The Advocacy Project (AP) is a non-profit organization that seeks to strengthen community-based human rights advocacy groups. The project was established in June 1998 to report to human rights advocates from the Rome conference that established the International Criminal Court. The Advocacy Project continued on a project-by-project basis until it acquired nonprofit status in July 2001. As of 2017, The Advocacy Project has deployed 294 Peace Fellows to 114 organisations in over 50 countries.

The Advocacy project
Founded2001[1]
FounderIain Guest
TypeNon-profit
NGO
Location
Websiteadvocacynet.org

Organization edit

Mission edit

According to its website, The Advocacy Project helps marginalized communities to tell their stories, claim their rights, and produce social change.[1] The organization is based in Washington, D.C., and sends peace fellows, who are usually graduate students, to assist their partners across the world. They focus on sending representatives to organizations that are from the local areas instead of imposing a solution from the outside.[1]

Services edit

The Advocacy Project sends a number of graduate students to partner organizations in other countries that are based from the local populations.[1] The students, called Peace Fellows by the project, write blogs which chronicle their journeys as they spend time assisting local non-governmental organizations (NGOs).[2] Wired noted that the blogs functioned as effective journals of the trips from fellows, which served to highlight the differences in culture between the first and third worlds.[2]

The Advocacy Project provides support through services[3] including:

  • Telling Their Story
  • Designing a Program or Campaign
  • Strengthening the Partner's Organization
  • Use IT and Social Media Platforms
  • Fundraising
  • International Promotion

One of the main ways the Advocacy Project performs outreach is through quilts. Through quilting projects, The Advocacy Project hopes that it will help people that are marginalized tell their story through pictures. Often these quilts showcase the daily lives of people in marginalized communities.[4] The Baltimore Sun and St. Louis Post-Dispatch both favorably reported on the project's work with Bosfam, an NGO that helps Bosnian women who were affected by the 1992-95 Bosnian war, for helping to raise money through the weaving work that the organization's women performed.[5][6] A number of quilts that were made with the help of The Advocacy Project were also showcased at the United Nations in honor of International Women's Day by an event put on by the United Nations Population Fund.[7]

References edit

  1. ^ a b c d "The Advocacy Project: About Page". The Advocacy Project. Retrieved June 8, 2010.
  2. ^ a b Dean, Katie (July 11, 2003). "Bloggers Opening Western Eyes". Wired News. Retrieved 14 January 2010.
  3. ^ "The Advocacy Project | Technical Support". www.advocacynet.org. Retrieved 2017-11-25.
  4. ^ "Quilting Exhibition Opens at United Nations 8 March". United Nations. Retrieved June 8, 2010.
  5. ^ Smith, Linell (July 26, 2003). "Rug project gives women a connection". The Baltimore Sun. Baltimore, Md. pp. 1.D. Retrieved 14 January 2010.
  6. ^ Munz, Michele (July 9, 2007). "Quilt displayed here is a tribute to victims of Bosnian massacre". St. Louis Post-Dispatch. Archived from the original on February 21, 2015. Retrieved June 8, 2010.
  7. ^ "Women are the Fabric, Quilts Reflect their Strength". United Nations Population Fund. March 6, 2012. Retrieved June 8, 2010.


## WHAT THE TASK ASKS
Return the data below in full and exactly, except that the pictures are dropped.
[STORED DATA — start]
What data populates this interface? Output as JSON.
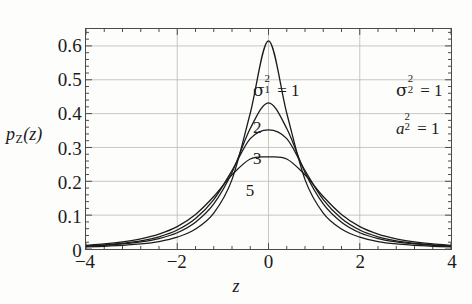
{
  "chart_data": {
    "type": "line",
    "title": "",
    "xlabel": "z",
    "ylabel": "p_Z(z)",
    "ylabel_base": "p",
    "ylabel_sub": "Z",
    "ylabel_arg": "(z)",
    "xlim": [
      -4,
      4
    ],
    "ylim": [
      0,
      0.65
    ],
    "grid": true,
    "legend_position": "inline-curve-labels",
    "xticks": [
      "-4",
      "-2",
      "0",
      "2",
      "4"
    ],
    "xtick_values": [
      -4,
      -2,
      0,
      2,
      4
    ],
    "yticks": [
      "0",
      "0.1",
      "0.2",
      "0.3",
      "0.4",
      "0.5",
      "0.6"
    ],
    "ytick_values": [
      0,
      0.1,
      0.2,
      0.3,
      0.4,
      0.5,
      0.6
    ],
    "gridlines_x": [
      -2,
      0,
      2
    ],
    "gridlines_y": [
      0.1,
      0.2,
      0.3,
      0.4,
      0.5,
      0.6
    ],
    "line_color": "#1b1b1b",
    "grid_color": "#b9b9b9",
    "axis_color": "#4a4a4a",
    "background_color": "#fdfdfb",
    "series": [
      {
        "name": "1",
        "label": "1",
        "peak": 0.615,
        "scale": 1.0,
        "x": [
          -4,
          -3.6,
          -3.2,
          -2.8,
          -2.4,
          -2,
          -1.6,
          -1.2,
          -0.8,
          -0.4,
          0,
          0.4,
          0.8,
          1.2,
          1.6,
          2,
          2.4,
          2.8,
          3.2,
          3.6,
          4
        ],
        "values": [
          0.006,
          0.008,
          0.011,
          0.015,
          0.022,
          0.035,
          0.059,
          0.106,
          0.205,
          0.401,
          0.615,
          0.401,
          0.205,
          0.106,
          0.059,
          0.035,
          0.022,
          0.015,
          0.011,
          0.008,
          0.006
        ]
      },
      {
        "name": "2",
        "label": "2",
        "peak": 0.432,
        "scale": 1.0,
        "x": [
          -4,
          -3.6,
          -3.2,
          -2.8,
          -2.4,
          -2,
          -1.6,
          -1.2,
          -0.8,
          -0.4,
          0,
          0.4,
          0.8,
          1.2,
          1.6,
          2,
          2.4,
          2.8,
          3.2,
          3.6,
          4
        ],
        "values": [
          0.008,
          0.011,
          0.015,
          0.021,
          0.031,
          0.048,
          0.079,
          0.133,
          0.226,
          0.356,
          0.432,
          0.356,
          0.226,
          0.133,
          0.079,
          0.048,
          0.031,
          0.021,
          0.015,
          0.011,
          0.008
        ]
      },
      {
        "name": "3",
        "label": "3",
        "peak": 0.352,
        "scale": 1.0,
        "x": [
          -4,
          -3.6,
          -3.2,
          -2.8,
          -2.4,
          -2,
          -1.6,
          -1.2,
          -0.8,
          -0.4,
          0,
          0.4,
          0.8,
          1.2,
          1.6,
          2,
          2.4,
          2.8,
          3.2,
          3.6,
          4
        ],
        "values": [
          0.009,
          0.012,
          0.017,
          0.024,
          0.036,
          0.056,
          0.09,
          0.146,
          0.232,
          0.326,
          0.352,
          0.326,
          0.232,
          0.146,
          0.09,
          0.056,
          0.036,
          0.024,
          0.017,
          0.012,
          0.009
        ]
      },
      {
        "name": "5",
        "label": "5",
        "peak": 0.272,
        "scale": 1.0,
        "x": [
          -4,
          -3.6,
          -3.2,
          -2.8,
          -2.4,
          -2,
          -1.6,
          -1.2,
          -0.8,
          -0.4,
          0,
          0.4,
          0.8,
          1.2,
          1.6,
          2,
          2.4,
          2.8,
          3.2,
          3.6,
          4
        ],
        "values": [
          0.011,
          0.015,
          0.021,
          0.03,
          0.044,
          0.066,
          0.102,
          0.155,
          0.219,
          0.266,
          0.272,
          0.266,
          0.219,
          0.155,
          0.102,
          0.066,
          0.044,
          0.03,
          0.021,
          0.015,
          0.011
        ]
      }
    ],
    "annotations": [
      {
        "id": "sigma1",
        "base": "σ",
        "sup": "2",
        "sub": "1",
        "eq": "= 1",
        "x_frac": 0.455,
        "y_frac": 0.225
      },
      {
        "id": "sigma2",
        "base": "σ",
        "sup": "2",
        "sub": "2",
        "eq": "= 1",
        "x_frac": 0.845,
        "y_frac": 0.225
      },
      {
        "id": "a2",
        "base": "a",
        "sup": "2",
        "sub": "2",
        "eq": "= 1",
        "x_frac": 0.845,
        "y_frac": 0.395,
        "italic": true
      }
    ],
    "curve_labels": [
      {
        "text": "2",
        "x_frac": 0.455,
        "y_frac": 0.405
      },
      {
        "text": "3",
        "x_frac": 0.455,
        "y_frac": 0.545
      },
      {
        "text": "5",
        "x_frac": 0.435,
        "y_frac": 0.69
      }
    ]
  }
}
[STORED DATA — finish]
## EXERCISE SOLUTION
What data populates this interface? Output as JSON.
{
  "chart_data": {
    "type": "line",
    "title": "",
    "xlabel": "z",
    "ylabel": "p_Z(z)",
    "ylabel_base": "p",
    "ylabel_sub": "Z",
    "ylabel_arg": "(z)",
    "xlim": [
      -4,
      4
    ],
    "ylim": [
      0,
      0.65
    ],
    "grid": true,
    "legend_position": "inline-curve-labels",
    "xticks": [
      "-4",
      "-2",
      "0",
      "2",
      "4"
    ],
    "xtick_values": [
      -4,
      -2,
      0,
      2,
      4
    ],
    "yticks": [
      "0",
      "0.1",
      "0.2",
      "0.3",
      "0.4",
      "0.5",
      "0.6"
    ],
    "ytick_values": [
      0,
      0.1,
      0.2,
      0.3,
      0.4,
      0.5,
      0.6
    ],
    "gridlines_x": [
      -2,
      0,
      2
    ],
    "gridlines_y": [
      0.1,
      0.2,
      0.3,
      0.4,
      0.5,
      0.6
    ],
    "line_color": "#1b1b1b",
    "grid_color": "#b9b9b9",
    "axis_color": "#4a4a4a",
    "background_color": "#fdfdfb",
    "series": [
      {
        "name": "1",
        "label": "1",
        "peak": 0.615,
        "scale": 1.0,
        "x": [
          -4,
          -3.6,
          -3.2,
          -2.8,
          -2.4,
          -2,
          -1.6,
          -1.2,
          -0.8,
          -0.4,
          0,
          0.4,
          0.8,
          1.2,
          1.6,
          2,
          2.4,
          2.8,
          3.2,
          3.6,
          4
        ],
        "values": [
          0.006,
          0.008,
          0.011,
          0.015,
          0.022,
          0.035,
          0.059,
          0.106,
          0.205,
          0.401,
          0.615,
          0.401,
          0.205,
          0.106,
          0.059,
          0.035,
          0.022,
          0.015,
          0.011,
          0.008,
          0.006
        ]
      },
      {
        "name": "2",
        "label": "2",
        "peak": 0.432,
        "scale": 1.0,
        "x": [
          -4,
          -3.6,
          -3.2,
          -2.8,
          -2.4,
          -2,
          -1.6,
          -1.2,
          -0.8,
          -0.4,
          0,
          0.4,
          0.8,
          1.2,
          1.6,
          2,
          2.4,
          2.8,
          3.2,
          3.6,
          4
        ],
        "values": [
          0.008,
          0.011,
          0.015,
          0.021,
          0.031,
          0.048,
          0.079,
          0.133,
          0.226,
          0.356,
          0.432,
          0.356,
          0.226,
          0.133,
          0.079,
          0.048,
          0.031,
          0.021,
          0.015,
          0.011,
          0.008
        ]
      },
      {
        "name": "3",
        "label": "3",
        "peak": 0.352,
        "scale": 1.0,
        "x": [
          -4,
          -3.6,
          -3.2,
          -2.8,
          -2.4,
          -2,
          -1.6,
          -1.2,
          -0.8,
          -0.4,
          0,
          0.4,
          0.8,
          1.2,
          1.6,
          2,
          2.4,
          2.8,
          3.2,
          3.6,
          4
        ],
        "values": [
          0.009,
          0.012,
          0.017,
          0.024,
          0.036,
          0.056,
          0.09,
          0.146,
          0.232,
          0.326,
          0.352,
          0.326,
          0.232,
          0.146,
          0.09,
          0.056,
          0.036,
          0.024,
          0.017,
          0.012,
          0.009
        ]
      },
      {
        "name": "5",
        "label": "5",
        "peak": 0.272,
        "scale": 1.0,
        "x": [
          -4,
          -3.6,
          -3.2,
          -2.8,
          -2.4,
          -2,
          -1.6,
          -1.2,
          -0.8,
          -0.4,
          0,
          0.4,
          0.8,
          1.2,
          1.6,
          2,
          2.4,
          2.8,
          3.2,
          3.6,
          4
        ],
        "values": [
          0.011,
          0.015,
          0.021,
          0.03,
          0.044,
          0.066,
          0.102,
          0.155,
          0.219,
          0.266,
          0.272,
          0.266,
          0.219,
          0.155,
          0.102,
          0.066,
          0.044,
          0.03,
          0.021,
          0.015,
          0.011
        ]
      }
    ],
    "annotations": [
      {
        "id": "sigma1",
        "base": "σ",
        "sup": "2",
        "sub": "1",
        "eq": "= 1",
        "x_frac": 0.455,
        "y_frac": 0.225
      },
      {
        "id": "sigma2",
        "base": "σ",
        "sup": "2",
        "sub": "2",
        "eq": "= 1",
        "x_frac": 0.845,
        "y_frac": 0.225
      },
      {
        "id": "a2",
        "base": "a",
        "sup": "2",
        "sub": "2",
        "eq": "= 1",
        "x_frac": 0.845,
        "y_frac": 0.395,
        "italic": true
      }
    ],
    "curve_labels": [
      {
        "text": "2",
        "x_frac": 0.455,
        "y_frac": 0.405
      },
      {
        "text": "3",
        "x_frac": 0.455,
        "y_frac": 0.545
      },
      {
        "text": "5",
        "x_frac": 0.435,
        "y_frac": 0.69
      }
    ]
  }
}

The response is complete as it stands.